A hypocrite is a leader who asks others to do what the hypocrite won’t do themself.  The opposite is a danger, too:  a leader who does themself what they don’t ask others to do.

A leader is not the one who wins the prize and rides off in a blaze of glory.  Maybe that’s a hero, or maybe a saint.  A leader is not the one who does the work for you.  That’s a savior.  A leader is the one who opens the way and encourages the followers to make their own way.

Here is my path.  Yours might be similar.  Let me show you.  Now you do it.  Let me help make your own way, have your own experience, claim your own success.  By my model, you can see that it is possible to achieve what you hope to achieve.  And by my model, you know, that a merely human person like me can do the work required for themself.

Clinton Lee Scott, who was for a time the minister of the First Universalist Church of Los Angeles, warns about our tendency when we see someone else doing hard work to admire them, rather than to see them as a model of what we might do for ourselves.

He writes, “To worship the wise is much easier than to profit by their wisdom.  Great leaders are honored, not by adulation, but by sharing their insights and values.”

This is a danger that the Buddha warned against throughout his life.  

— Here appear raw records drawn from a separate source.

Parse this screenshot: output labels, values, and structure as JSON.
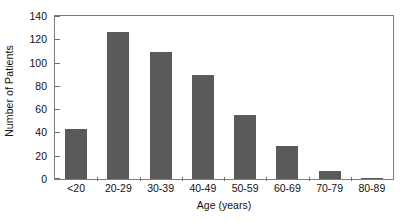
{
  "chart_data": {
    "type": "bar",
    "title": "",
    "subtitle": "",
    "xlabel": "Age (years)",
    "ylabel": "Number of Patients",
    "categories": [
      "<20",
      "20-29",
      "30-39",
      "40-49",
      "50-59",
      "60-69",
      "70-79",
      "80-89"
    ],
    "values": [
      43,
      126,
      109,
      89,
      55,
      28,
      7,
      1
    ],
    "ylim": [
      0,
      140
    ],
    "yticks": [
      0,
      20,
      40,
      60,
      80,
      100,
      120,
      140
    ],
    "ytick_labels": [
      "0",
      "20",
      "40",
      "60",
      "80",
      "100",
      "120",
      "140"
    ],
    "grid": false,
    "legend": null,
    "legend_position": "none",
    "bar_color": "#5a5a5a",
    "axis_color": "#7d7d7d",
    "background_color": "#ffffff",
    "annotations": []
  }
}
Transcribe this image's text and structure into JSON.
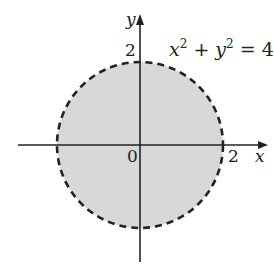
{
  "figure": {
    "equation": {
      "x_term": "x",
      "x_exp": "2",
      "plus": " + ",
      "y_term": "y",
      "y_exp": "2",
      "rhs": " = 4"
    },
    "axes": {
      "x_label": "x",
      "y_label": "y",
      "origin_label": "0",
      "x_tick_label": "2",
      "y_tick_label": "2"
    },
    "circle": {
      "radius": 2,
      "boundary_style": "dashed",
      "fill_color": "#d8d8d8",
      "stroke_color": "#222222"
    },
    "axis_color": "#222222"
  }
}
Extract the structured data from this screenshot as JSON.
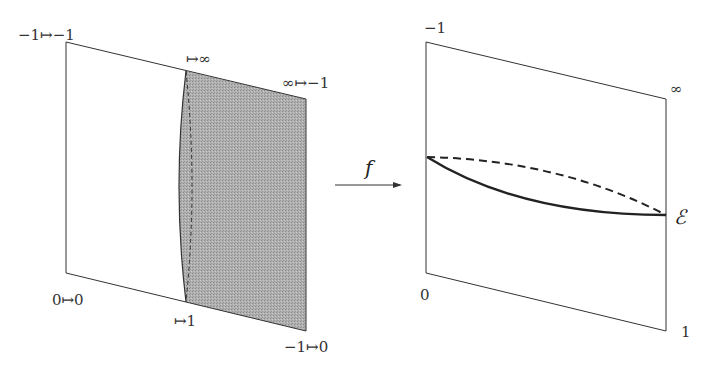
{
  "left_panel": {
    "labels": {
      "top_left": "−1↦−1",
      "top_mid": "↦∞",
      "top_right": "∞↦−1",
      "bottom_left": "0↦0",
      "bottom_mid": "↦1",
      "bottom_right": "−1↦0"
    },
    "shade_color": "#a8a8a8"
  },
  "arrow": {
    "label": "f"
  },
  "right_panel": {
    "labels": {
      "top_left": "−1",
      "top_right": "∞",
      "bottom_left": "0",
      "bottom_right": "1",
      "curve_endpoint": "ℰ"
    }
  }
}
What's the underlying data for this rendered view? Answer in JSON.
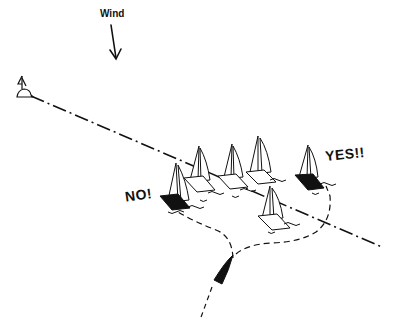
{
  "diagram": {
    "type": "sailing-start-line-illustration",
    "wind": {
      "label": "Wind",
      "direction": "from top, pointing down"
    },
    "annotations": {
      "bad_start": "NO!",
      "good_start": "YES!!"
    },
    "elements": {
      "start_mark": "buoy-with-flag",
      "start_line": "dash-dot line from upper-left buoy to lower-right",
      "fleet_count": 6,
      "highlighted_boats": [
        "bad-start-boat (left, black hull)",
        "good-start-boat (right, black hull)"
      ],
      "approaching_boat": "black hull at bottom with dashed course lines"
    },
    "colors": {
      "ink": "#111111",
      "background": "#ffffff"
    }
  }
}
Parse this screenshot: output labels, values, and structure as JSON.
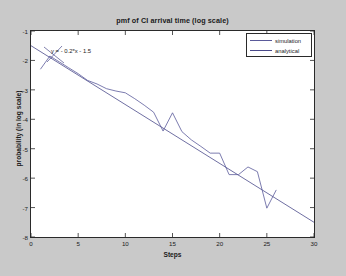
{
  "figure": {
    "background_color": "#c9c9c9",
    "plot_background_color": "#ffffff",
    "axis_color": "#2a2a2a"
  },
  "annotation": {
    "equation": "y = - 0.2*x - 1.5"
  },
  "legend": {
    "items": [
      {
        "label": "simulation",
        "color": "#5a5a9a"
      },
      {
        "label": "analytical",
        "color": "#4a4a8a"
      }
    ]
  },
  "yticks": [
    {
      "label": "-1",
      "value": -1
    },
    {
      "label": "-2",
      "value": -2
    },
    {
      "label": "-3",
      "value": -3
    },
    {
      "label": "-4",
      "value": -4
    },
    {
      "label": "-5",
      "value": -5
    },
    {
      "label": "-6",
      "value": -6
    },
    {
      "label": "-7",
      "value": -7
    },
    {
      "label": "-8",
      "value": -8
    }
  ],
  "xticks": [
    {
      "label": "0",
      "value": 0
    },
    {
      "label": "5",
      "value": 5
    },
    {
      "label": "10",
      "value": 10
    },
    {
      "label": "15",
      "value": 15
    },
    {
      "label": "20",
      "value": 20
    },
    {
      "label": "25",
      "value": 25
    },
    {
      "label": "30",
      "value": 30
    }
  ],
  "chart_data": {
    "type": "line",
    "title": "pmf of CI arrival time (log scale)",
    "xlabel": "Steps",
    "ylabel": "probability (in log scale)",
    "xlim": [
      0,
      30
    ],
    "ylim": [
      -8,
      -1
    ],
    "grid": false,
    "legend_position": "top-right",
    "annotations": [
      {
        "text": "y = - 0.2*x - 1.5",
        "x": 2.0,
        "y": -1.78
      }
    ],
    "series": [
      {
        "name": "simulation",
        "color": "#5a5a9a",
        "x": [
          1,
          2,
          3,
          4,
          5,
          6,
          7,
          8,
          9,
          10,
          11,
          12,
          13,
          14,
          15,
          16,
          17,
          18,
          19,
          20,
          21,
          22,
          23,
          24,
          25,
          26
        ],
        "y": [
          -2.3,
          -1.85,
          -2.05,
          -2.25,
          -2.45,
          -2.68,
          -2.8,
          -2.96,
          -3.04,
          -3.1,
          -3.3,
          -3.52,
          -3.76,
          -4.4,
          -3.78,
          -4.42,
          -4.7,
          -4.92,
          -5.15,
          -5.15,
          -5.88,
          -5.88,
          -5.62,
          -5.78,
          -7.02,
          -6.4
        ]
      },
      {
        "name": "analytical",
        "color": "#4a4a8a",
        "equation": "y = -0.2*x - 1.5",
        "slope": -0.2,
        "intercept": -1.5,
        "x": [
          0,
          30
        ],
        "y": [
          -1.5,
          -7.5
        ]
      }
    ]
  }
}
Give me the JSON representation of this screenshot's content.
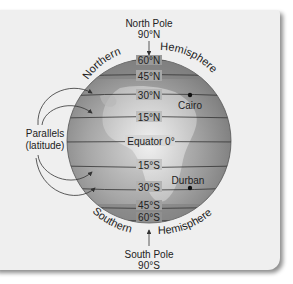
{
  "figure": {
    "north_pole": {
      "title": "North Pole",
      "value": "90°N"
    },
    "south_pole": {
      "title": "South Pole",
      "value": "90°S"
    },
    "northern_hemisphere": {
      "word1": "Northern",
      "word2": "Hemisphere"
    },
    "southern_hemisphere": {
      "word1": "Southern",
      "word2": "Hemisphere"
    },
    "parallels_label": {
      "line1": "Parallels",
      "line2": "(latitude)"
    },
    "latitudes": {
      "n60": "60°N",
      "n45": "45°N",
      "n30": "30°N",
      "n15": "15°N",
      "equator": "Equator 0°",
      "s15": "15°S",
      "s30": "30°S",
      "s45": "45°S",
      "s60": "60°S"
    },
    "cities": {
      "cairo": "Cairo",
      "durban": "Durban"
    },
    "colors": {
      "panel": "#efefef",
      "globe_dark": "#8a8a8a",
      "globe_light": "#cfcfcf",
      "line": "#333333"
    }
  }
}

This is a danger, too, in the orthodox Christian interpretation of Jesus’ work, that Jesus is a divine being, who in performing miracles shows that he is something different from his followers, God incarnate in a way that you and I are not.  But what, then, does that do to his teaching?  Sure it’s easy for you, we might say.  Or, well that makes sense if you’re God, but I’m only human.  Unitarians hold that Jesus’ power as a leader was that he was human like us, and that by his teaching and his model, he shows what we can make of our own human lives.

If we elevate the Buddha or Jesus to divinity, then it’s fair to wonder whether boundless love and compassion and fierce commitment to justice isn’t some kind of miracle, beyond what mere humans are capable of.

We need a leader who walks with us.  Who struggles with us.  Who faces the same challenges that we face.  Who gets tired.  And has private sorrows.  And uneven skills.  And a soul that leaps up at some inducements and is cool to others.  And a body that makes its own requests, some days more loudly than others.

We need a leader who fails, now and then, and then models how to pick themself up and try again, how a leader makes apologies and amends, because like all of us, a leader sometimes gets it wrong.  We need a leader who models sympathy at the weaknesses of others not anger, who understands “the secret struggle of every person” from the inside, because they feel it too.  A leader who models lifelong learning and transformation in their own life, as well as encouraging it in ours.

And then shows us how to make our way through this glorious mess of life.  How to be a person of integrity, and patience, and responsibility, and love.  How to solve the problem, when it gets sticky, how to stay with the situation, when it gets tough.  How to fail humbly, and succeed generously.  How to step up with courage, and step back with grace.

A leader who shares, as Clinton Lee Scott says, “their insights and values” not merely spoken through their words, but modeled through their life.  Not a hero who does for us, but a leader who does for themself, and helps us do the same.  With the aim that as part of one community, the leader has walked with us to a place where their life and ours share the same truth, the same means, the same goal.